You may think that eating lots of vegetables, fish, and plant-based foods means you’re getting all the nutrients you need to stay healthy. That may have been the case decades ago but, according to Irakli Loladze, Ph.D., the quality of our food is decreasing because of the quality of what it is fed or feeds on due to climate change. (“The great nutrient collapse,” Helena Bottemiller Evich, 9/13/2017, Politco, accessed 9/16/17, http://www.politico.com/agenda/story/2017/09/13/food-nutrients-carbon-dioxide-000511) There is a complicated answer to what’s been going on, but I’ll try to keep it simple.  
 
Loladze explains that “Plants rely on both light and carbon dioxide (CO2) to grow” and that scientists have known for decades that CO2 levels have been rising in our atmosphere. “Every leaf and every grass blade on earth makes more and more sugars as CO2 levels keep rising…We are witnessing the greatest injection of carbohydrates into the biosphere in human history—[an] injection that dilutes other nutrients in our food supply.” He wonders how seriously carbon dioxide may be impacting human health.
 
According to him and other scientists, a substantial number of agricultural researchers recognize that “many of our most important foods have been getting less nutritious.
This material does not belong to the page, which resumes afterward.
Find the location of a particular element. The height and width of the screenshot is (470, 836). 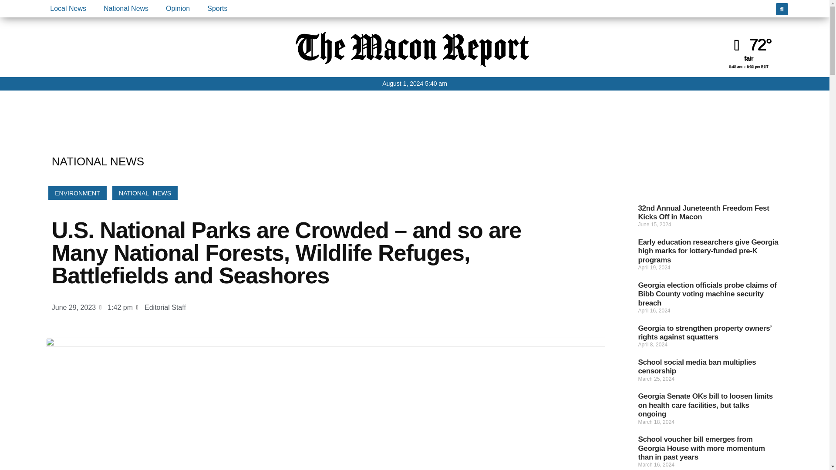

Measure of fruits and vegetables show that their minerals, vitamin and protein content has measurably dropped over the past 50 to 70 years. Researchers have generally assumed the reason is fairly straightforward: We’ve been breeding and choosing crops for higher yields, rather than nutrition, and higher-yielding crops—whether broccoli, tomatoes, or wheat—tend to be less nutrient-packed.”
 
In fact, studies say that many nutrients in fruit and vegetable have substantially decreased since 1950. According to Loladze, “Across nearly 130 varieties of plants and more than 15,000 samples collected from experiments over the past three decades, the overall concentration of minerals like calcium, magnesium, potassium, zinc and iron had dropped by 8 percent on average. The ratio of carbohydrates to minerals was going up.”
 
Many researchers acknowledge that we need to study more about climate change and global health to find out exactly how changes in our atmosphere are driving CO2 depletion and affecting our food sources. The place to find answers is in research studies, which are more and more difficult to get funded in our current political environment in which “climate change” is considered a dirty word. Decreasing food nutrients is a personal problem for us all and we need to understand how humans impact it and on how this trend can be reversed.